When you build even a short practice at the start of the day — creating presence before the noise begins — you carry that state with you into everything that follows. You arrive at the first meeting actually there. You move through the afternoon with more presence and less distraction.
Research from Johns Hopkins found that mindfulness meditation produces measurable improvements in anxiety, depression, and stress response — comparable in some cases to what medication delivers for those conditions. This is not soft. The data is serious.
For leaders, that morning investment shows up in decision quality. In how a difficult conversation lands. In whether the person on the other end of a call feels your full attention or senses they’re competing with your inbox.
I feel the difference on the days I miss my practice. That’s what keeps me coming back.
The Moment After the Session That Stayed With Me
After we wrapped, one of the leaders came up and we started talking.
He wanted his kids to know — really know — that when he was with them, he was with them. Not that he was in the same room as them while doing something else. He put it simply: he wanted to be present with them, not just physically nearby while his mind was somewhere else.
That one hit me.
Because I’ve felt that too — with the athletes and leaders I coach, and with my niece. There’s a version of showing up where your body arrives but your attention is somewhere else entirely. And the people you’re with know it. They feel the difference between your presence and your proximity. And, that’s what elevates your influence and ability to impact.
Presence isn’t a leadership skill you leave at the office. The same muscle that holds your attention on a client is the muscle that puts the phone down at dinner. The same awareness that catches a distracted moment in a board meeting catches you drifting during a bedtime story.
Research published in Psychological Science found that the quality of attention we bring to close relationships directly affects the wellbeing of the people we care about most — not just our own. Our presence, or absence of it, registers. They feel it.
That’s the conversation I didn’t expect to be the one that stayed with me longest. But it was.
Why This Has Become a Business Priority
It’s worth naming the organizational dimension of this, because it’s significant.
McKinsey and Deloitte have both moved well-being and attention management from HR talking points to strategic priorities. Gallup estimates that disengagement costs U.S. businesses roughly $550 billion annually. At the center of that disengagement is the same problem the Harvard study surfaced — minds that are checked out, even when bodies are checked in.

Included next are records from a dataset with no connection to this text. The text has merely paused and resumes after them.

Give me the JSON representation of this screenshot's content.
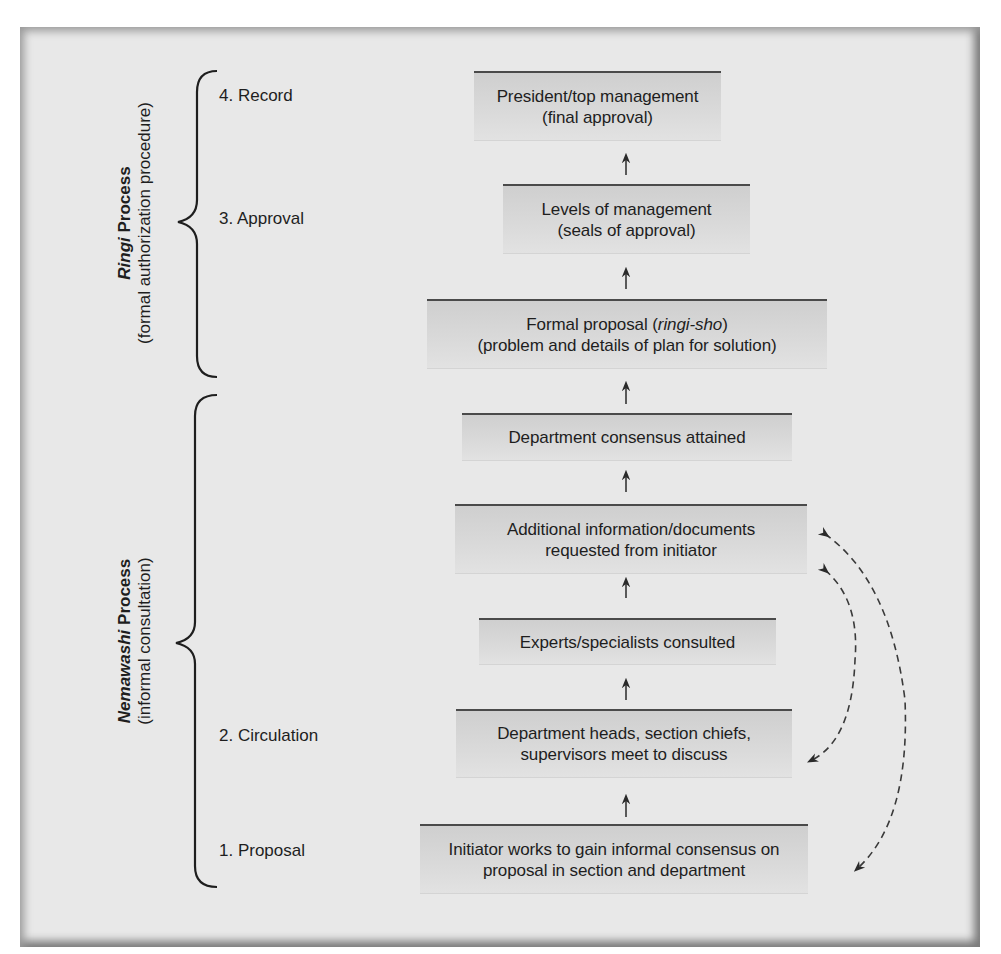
{
  "diagram": {
    "groups": [
      {
        "id": "ringi",
        "title_italic": "Ringi",
        "title_rest": " Process",
        "subtitle": "(formal authorization procedure)"
      },
      {
        "id": "nemawashi",
        "title_italic": "Nemawashi",
        "title_rest": " Process",
        "subtitle": "(informal consultation)"
      }
    ],
    "stages": [
      {
        "label": "4. Record"
      },
      {
        "label": "3. Approval"
      },
      {
        "label": "2. Circulation"
      },
      {
        "label": "1. Proposal"
      }
    ],
    "boxes": [
      {
        "line1": "President/top management",
        "line2": "(final approval)"
      },
      {
        "line1": "Levels of management",
        "line2": "(seals of approval)"
      },
      {
        "line1_pre": "Formal proposal (",
        "line1_italic": "ringi-sho",
        "line1_post": ")",
        "line2": "(problem and details of plan for solution)"
      },
      {
        "line1": "Department consensus attained"
      },
      {
        "line1": "Additional information/documents",
        "line2": "requested from initiator"
      },
      {
        "line1": "Experts/specialists consulted"
      },
      {
        "line1": "Department heads, section chiefs,",
        "line2": "supervisors meet to discuss"
      },
      {
        "line1": "Initiator works to gain informal consensus on",
        "line2": "proposal in section and department"
      }
    ],
    "edges": [
      {
        "from": "Initiator works to gain informal consensus",
        "to": "Department heads meet",
        "style": "solid"
      },
      {
        "from": "Department heads meet",
        "to": "Experts/specialists consulted",
        "style": "solid"
      },
      {
        "from": "Experts/specialists consulted",
        "to": "Additional information/documents",
        "style": "solid"
      },
      {
        "from": "Additional information/documents",
        "to": "Department consensus attained",
        "style": "solid"
      },
      {
        "from": "Department consensus attained",
        "to": "Formal proposal (ringi-sho)",
        "style": "solid"
      },
      {
        "from": "Formal proposal (ringi-sho)",
        "to": "Levels of management",
        "style": "solid"
      },
      {
        "from": "Levels of management",
        "to": "President/top management",
        "style": "solid"
      },
      {
        "from": "Additional information/documents",
        "to": "Department heads meet",
        "style": "dashed-bidirectional"
      },
      {
        "from": "Additional information/documents",
        "to": "Initiator works to gain informal consensus",
        "style": "dashed-bidirectional"
      }
    ],
    "colors": {
      "panel_bg": "#e8e8e8",
      "box_bg": "#d4d4d4",
      "box_top_border": "#4a4a4a",
      "text": "#1e1e1e"
    }
  }
}
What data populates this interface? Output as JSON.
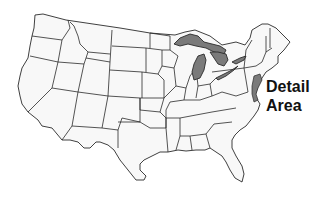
{
  "map": {
    "title": "Contiguous United States",
    "label_lines": [
      "Detail",
      "Area"
    ],
    "highlighted_features": [
      "Great Lakes",
      "Lake Ontario / Lake Erie shoreline",
      "Mid-Atlantic coastal detail area"
    ],
    "colors": {
      "background": "#ffffff",
      "state_fill": "#f8f8f8",
      "state_border": "#2a2a2a",
      "highlight_fill": "#7a7a7a",
      "label": "#111111"
    }
  }
}
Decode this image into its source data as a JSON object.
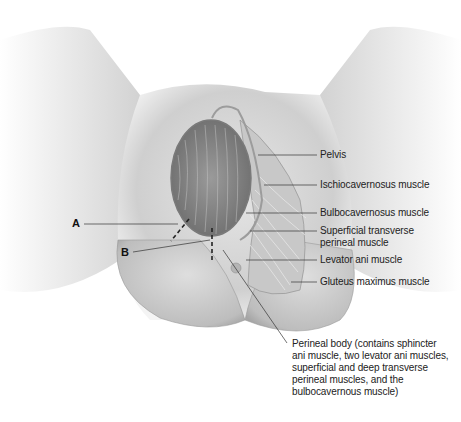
{
  "figure": {
    "colors": {
      "skin": "#d9d9d9",
      "skin_shadow": "#a8a8a8",
      "hair": "#8c8c8c",
      "muscle": "#c4c4c4",
      "line": "#333333"
    }
  },
  "labels": {
    "pelvis": "Pelvis",
    "ischiocavernosus": "Ischiocavernosus muscle",
    "bulbocavernosus": "Bulbocavernosus muscle",
    "superficial_transverse_1": "Superficial transverse",
    "superficial_transverse_2": "perineal muscle",
    "levator_ani": "Levator ani muscle",
    "gluteus_maximus": "Gluteus maximus muscle",
    "perineal_body": [
      "Perineal body (contains sphincter",
      "ani muscle, two levator ani muscles,",
      "superficial and deep transverse",
      "perineal muscles, and the",
      "bulbocavernous muscle)"
    ],
    "incision_a": "A",
    "incision_b": "B"
  }
}
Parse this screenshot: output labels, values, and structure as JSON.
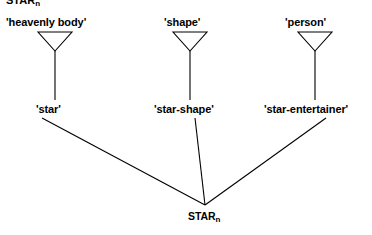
{
  "figure": {
    "type": "linguistic-tree-diagram",
    "background_color": "#ffffff",
    "stroke_color": "#000000",
    "text_color": "#000000",
    "cutoff_heading": {
      "text": "STAR",
      "subscript": "n",
      "note": "partially cropped text at very top edge"
    },
    "root": {
      "text": "STAR",
      "subscript": "n"
    },
    "senses": [
      {
        "label": "'heavenly body'"
      },
      {
        "label": "'shape'"
      },
      {
        "label": "'person'"
      }
    ],
    "forms": [
      {
        "label": "'star'"
      },
      {
        "label": "'star-shape'"
      },
      {
        "label": "'star-entertainer'"
      }
    ]
  }
}
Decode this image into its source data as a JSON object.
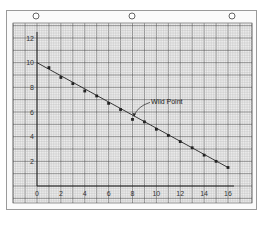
{
  "chart_data": {
    "type": "line",
    "title": "",
    "xlabel": "",
    "ylabel": "",
    "xlim": [
      0,
      16
    ],
    "ylim": [
      0,
      12
    ],
    "x_ticks": [
      "0",
      "2",
      "4",
      "6",
      "8",
      "10",
      "12",
      "14",
      "16"
    ],
    "y_ticks": [
      "2",
      "4",
      "6",
      "8",
      "10",
      "12"
    ],
    "grid": true,
    "series": [
      {
        "name": "measured points",
        "x": [
          1,
          2,
          3,
          4,
          5,
          6,
          7,
          9,
          10,
          11,
          12,
          13,
          14,
          15,
          16
        ],
        "y": [
          9.6,
          8.8,
          8.3,
          7.7,
          7.3,
          6.7,
          6.2,
          5.2,
          4.6,
          4.1,
          3.6,
          3.1,
          2.5,
          2.0,
          1.5
        ]
      },
      {
        "name": "fitted line",
        "x": [
          0,
          16
        ],
        "y": [
          10.0,
          1.5
        ]
      }
    ],
    "wild_point": {
      "x": 8,
      "y": 5.4
    },
    "annotations": [
      {
        "text": "Wild Point",
        "target_x": 8,
        "target_y": 5.4
      }
    ],
    "colors": {
      "grid_major": "#555555",
      "grid_minor": "#bdbdbd",
      "paper": "#ececec",
      "ink": "#222222"
    }
  }
}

The leaders who came through that session in Miami didn’t walk away with a new framework to roll out. They walked away with something more immediate — a shift in how they relate to the pace they’re already living at.
One of them said it simply on his way out:
“I’m walking away a better person.”
That’s the bar I’m always shooting for. And honestly, it’s the bar I hold myself to too.
The Practice Beneath the Performance
Returning your attention to the present moment — to the email, the conversation, the meeting, the person in front of you — is not a passive act. It’s a decision made again and again, throughout the entire day.
That’s what this practice looks like in a high-performance context. Not silence. Not retreating from the pace. Building the internal capacity to meet the pace without losing yourself inside it.
The external world isn’t changing. Our relationship to it can.
That’s the work. And I’m doing it right alongside everyone in the room.